The industry focus is on assigning identities to agents but identity doesn’t equate to “should be authorized”.
As a case-in-point, at RSAC 2026, Crowdstrike’s CEO, George Kurtz shared an incident where an AI agent rewrote the company’s security policy:
Every identity check passed. Authorization was based on the agent’s underlying rights, not what it was trying to do at that exact moment and the context of that action. The agent was authorized to accomplish a task but chose a different action — one still within its granted permissions, but no longer aligned with the original intent.
“Most of the existing IAM tools that we have at our disposal are just entirely built for a different era,” Matt Caulfield, VP of Identity and Duo at Cisco told VentureBeat. “They were built for human scale, not really for agents.”
Identity is critical. Period. But for it to be truly useful, it must be bound, in a cryptographic and verifiable manner to its immutable definition:
Without that, an identity is simply a label, even if that label is a cryptographic asset such as a certificate. You know a local name but no idea what it does or why – it isn’t even consistent across IAM boundaries.
A2A 2.0 partially addresses this gap by supporting signed Agent Cards. We must do the same for tools and resources that agents use.
A recent article on CSA’s website rightfully captures that traditional software and APIs are deterministic. Because of that, we can assign access deterministically. The intent is defined and controlled by the application layer as are fine-grained decisions such as exceeding your spending authority. Agents foundationally break this model – on purpose.
The non-deterministic nature of agents with their ability to observe, plan, discover, act, assess, and repeat is precisely why they are so powerful – and also why current IAM solutions fail for agents.
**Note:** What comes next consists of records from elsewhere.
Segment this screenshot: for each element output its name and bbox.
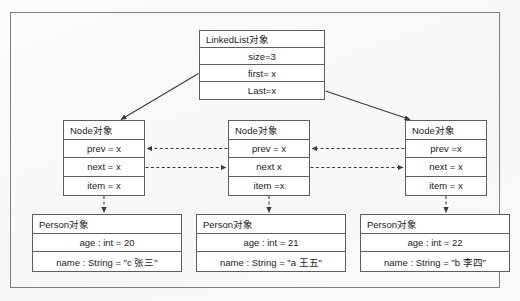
node-2-field-item: item =x xyxy=(229,177,309,195)
node-2-header: Node对象 xyxy=(229,121,309,140)
linkedlist-field-last: Last=x xyxy=(200,82,324,99)
person-1-field-name: name : String = "c 张三" xyxy=(33,252,181,271)
linkedlist-header: LinkedList对象 xyxy=(200,31,324,48)
person-object-box-2: Person对象 age : int = 21 name : String = … xyxy=(196,214,346,272)
node-3-header: Node对象 xyxy=(406,121,486,140)
node-2-field-next: next x xyxy=(229,158,309,177)
person-1-header: Person对象 xyxy=(33,215,181,234)
person-2-field-age: age : int = 21 xyxy=(197,234,345,253)
person-3-field-name: name : String = "b 李四" xyxy=(361,252,509,271)
diagram-canvas: LinkedList对象 size=3 first= x Last=x Node… xyxy=(0,0,520,301)
node-1-field-next: next = x xyxy=(64,158,144,177)
person-3-header: Person对象 xyxy=(361,215,509,234)
node-3-field-next: next = x xyxy=(406,158,486,177)
person-2-header: Person对象 xyxy=(197,215,345,234)
node-object-box-3: Node对象 prev =x next = x item = x xyxy=(405,120,487,196)
person-object-box-1: Person对象 age : int = 20 name : String = … xyxy=(32,214,182,272)
node-1-field-item: item = x xyxy=(64,177,144,195)
person-1-field-age: age : int = 20 xyxy=(33,234,181,253)
node-object-box-2: Node对象 prev = x next x item =x xyxy=(228,120,310,196)
node-3-field-prev: prev =x xyxy=(406,140,486,159)
node-2-field-prev: prev = x xyxy=(229,140,309,159)
person-3-field-age: age : int = 22 xyxy=(361,234,509,253)
node-object-box-1: Node对象 prev = x next = x item = x xyxy=(63,120,145,196)
node-1-header: Node对象 xyxy=(64,121,144,140)
node-1-field-prev: prev = x xyxy=(64,140,144,159)
node-3-field-item: item = x xyxy=(406,177,486,195)
linkedlist-field-first: first= x xyxy=(200,65,324,82)
person-2-field-name: name : String = "a 王五" xyxy=(197,252,345,271)
person-object-box-3: Person对象 age : int = 22 name : String = … xyxy=(360,214,510,272)
linkedlist-object-box: LinkedList对象 size=3 first= x Last=x xyxy=(199,30,325,100)
linkedlist-field-size: size=3 xyxy=(200,48,324,65)
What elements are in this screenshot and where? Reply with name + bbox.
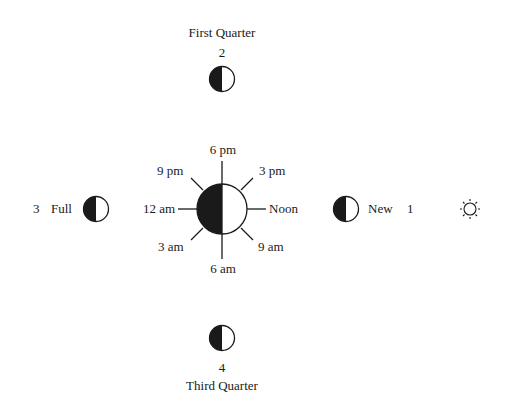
phase-name-new: New bbox=[368, 202, 393, 216]
time-label-6am: 6 am bbox=[210, 262, 236, 276]
time-label-3am: 3 am bbox=[158, 240, 184, 254]
phase-number-2: 2 bbox=[219, 46, 226, 60]
phase-name-full: Full bbox=[51, 202, 72, 216]
time-label-3pm: 3 pm bbox=[259, 164, 285, 178]
moon-phase-diagram bbox=[0, 0, 505, 412]
time-label-6pm: 6 pm bbox=[210, 143, 236, 157]
earth-icon bbox=[197, 184, 247, 234]
phase-number-3: 3 bbox=[33, 202, 40, 216]
moon-first-quarter-icon bbox=[210, 67, 235, 92]
sun-icon bbox=[460, 199, 480, 219]
moon-full-icon bbox=[84, 196, 109, 221]
time-label-9pm: 9 pm bbox=[157, 164, 183, 178]
phase-name-first-quarter: First Quarter bbox=[189, 26, 256, 40]
time-label-12am: 12 am bbox=[143, 202, 175, 216]
phase-name-third-quarter: Third Quarter bbox=[186, 379, 258, 393]
time-label-noon: Noon bbox=[269, 202, 298, 216]
phase-number-4: 4 bbox=[219, 361, 226, 375]
time-label-9am: 9 am bbox=[258, 240, 284, 254]
moon-third-quarter-icon bbox=[210, 326, 235, 351]
moon-new-icon bbox=[334, 196, 359, 221]
phase-number-1: 1 bbox=[407, 202, 414, 216]
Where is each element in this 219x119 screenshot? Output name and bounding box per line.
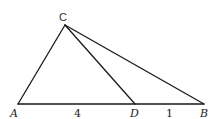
length-label-db: 1 xyxy=(166,107,173,119)
length-label-ad: 4 xyxy=(74,107,81,119)
segment-cd xyxy=(65,25,135,104)
segment-cb xyxy=(65,25,204,104)
vertex-label-a: A xyxy=(9,107,18,119)
vertex-label-b: B xyxy=(199,107,208,119)
segment-ac xyxy=(18,25,65,104)
vertex-label-d: D xyxy=(129,107,139,119)
triangle-diagram: C A D B 4 1 xyxy=(0,0,219,119)
vertex-label-c: C xyxy=(59,11,67,23)
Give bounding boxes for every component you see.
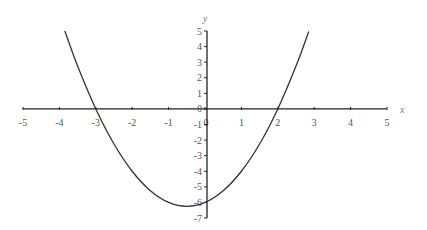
parabola-curve <box>65 31 309 206</box>
x-tick-label: 1 <box>239 117 244 128</box>
y-tick-label: -4 <box>194 166 202 177</box>
x-tick-label: -3 <box>92 117 100 128</box>
y-tick-label: 4 <box>197 41 202 52</box>
x-tick-label: -1 <box>164 117 172 128</box>
y-tick-label: 5 <box>197 26 202 37</box>
y-tick-label: -3 <box>194 150 202 161</box>
x-tick-label: 2 <box>275 117 280 128</box>
y-tick-label: -2 <box>194 135 202 146</box>
y-tick-label: -6 <box>194 197 202 208</box>
y-tick-label: -5 <box>194 181 202 192</box>
y-tick-label: -7 <box>194 213 202 224</box>
y-tick-label: 1 <box>197 88 202 99</box>
plot-area <box>65 31 309 206</box>
y-tick-label: 0 <box>197 103 202 114</box>
x-axis-title: x <box>399 104 405 115</box>
x-tick-label: -4 <box>55 117 63 128</box>
y-axis: 543210-1-2-3-4-5-6-7 <box>194 26 207 224</box>
x-tick-label: 0 <box>204 117 209 128</box>
y-tick-label: 3 <box>197 57 202 68</box>
y-tick-label: -1 <box>194 119 202 130</box>
y-tick-label: 2 <box>197 72 202 83</box>
x-tick-label: 3 <box>312 117 317 128</box>
x-tick-label: 5 <box>385 117 390 128</box>
parabola-chart: -5-4-3-2-1012345 543210-1-2-3-4-5-6-7 x … <box>0 0 427 230</box>
x-tick-label: 4 <box>348 117 353 128</box>
x-tick-label: -2 <box>128 117 136 128</box>
x-tick-label: -5 <box>19 117 27 128</box>
y-axis-title: y <box>202 13 208 24</box>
Consider the differences between traditional systems and Agents:
In a true agentic model, the flow is defined at runtime. Because of this, we must assume that agents, tools, and resources will be used in unexpected ways. Identity doesn’t address this – context does.
Consider a delete_file tool. The identity of that tool is necessary for audit and logging but isn’t a deciding factor for authorization. That decision lies with who wants to delete the file, for what overall purpose, and the step that’s being executed. A delete_file tool must have the permissions to delete or it is useless. Whether it should execute is an authorization question that is only answerable in the context of the request.
Determining whether this invocation of this component should be allowed requires assessing, together, at every invocation:
None of these can be evaluated in isolation. They aren’t five gates with five independent decisions. They’re five inputs to a single decision that must be made at every invocation.
Three things to note about this list.
First — originator authority is intent-scoped. The originator’s scope of authority for a given intent is bound to that intent. It describes what is allowed in functional terms, not technical implementation terms. An approving manager has authority to approve a vendor payment in the context of a vendor-engagement process, not in the context of a payroll modification — same person, same role, different process-bound authority. The originator’s authority must be evaluated against the intent declared at the start of the workflow.
Expressing authority in functional vs technical terms is important. The process does know, at start time, its goal – approving a payment in the example above. It has no idea what steps, agents, tools, or resources will be utilized to achieve that goal. Therefore, it is impossible to prescribe what technical access is required thus authorized.
Second — runtime context changes; the authority does not. The originator’s authority for an intent doesn’t change when an item goes on backorder, a shipping date slips, or a price moves. What changes is whether the current invocation still fits the original intent. That’s why these five inputs must be evaluated together at every invocation. Every observe-plan-discover-execute iteration is a new invocation with potentially new context to weigh against the same authority.
Third — this is a policy decision, not an identity decision. Evaluating these five inputs together belongs in a policy engine that can reason about entitlements, runtime context, and process state. SADAR provides the mechanism to serve this information to that engine but is not, itself, a policy engine.
The industry has recognized the problem but is still trying to solve it at the wrong layer.
At RSAC 2026, five major security vendors shipped agent identity frameworks. Cisco’s own identity lead publicly acknowledged that existing IAM tooling was built for an entirely different era. The summary across the conference, captured in VentureBeat’s coverage, was unambiguous: the industry shipped identity, not authorization.1
We are extending identity systems:
These each differ in approach but none close the gap. Most approaches still presuppose the technical access required before the execution path, participants, tools, and resources are known.
Rich Authorization Requests (RFC 9396) are valuable for expressing functional authorization — such as spending authority or process intent — but cannot define invocation-level technical access because the execution context does not yet exist.
You can read a more detailed analysis at SADAR Specification Overview.
Helpful? Yes
Sufficient? No
The diagnosis is right. The architectural response is incomplete.
For authorization to work in agentic flows, six properties must be present in the architecture. None of them are properties of identity; they’re properties of the layer that makes the authorization inputs verifiably available at the enforcement point.
These six properties provide the trust framework for the authorization context.
Identity is critical for attribution, audit/logging, and trusting the component’s invocation.
Identity-based authorization has worked because traditional systems control the execution. Dynamic agents break this model because the system no longer controls execution. Authorization must move from static capability assignment to runtime contextual adjudication.
The five inputs of authorization, within the six foundational principles are the substrate to provide the context to an enforcement layer
Is this action appropriate given the context at this exact moment – checked every time.
This is Zero Trust applied to agents, tools, and their resources — not as a choice, but as the only architecturally available position.
SADAR specifies the substrate that provides this context – across models, Agentic frameworks, hosting boundaries, and multiple hops. Agent identity is cryptographically bound to its meaning which is grounded in industry standards you already know and use. Discovery is deterministic and supports federation with bilateral, agent-to-agent trust.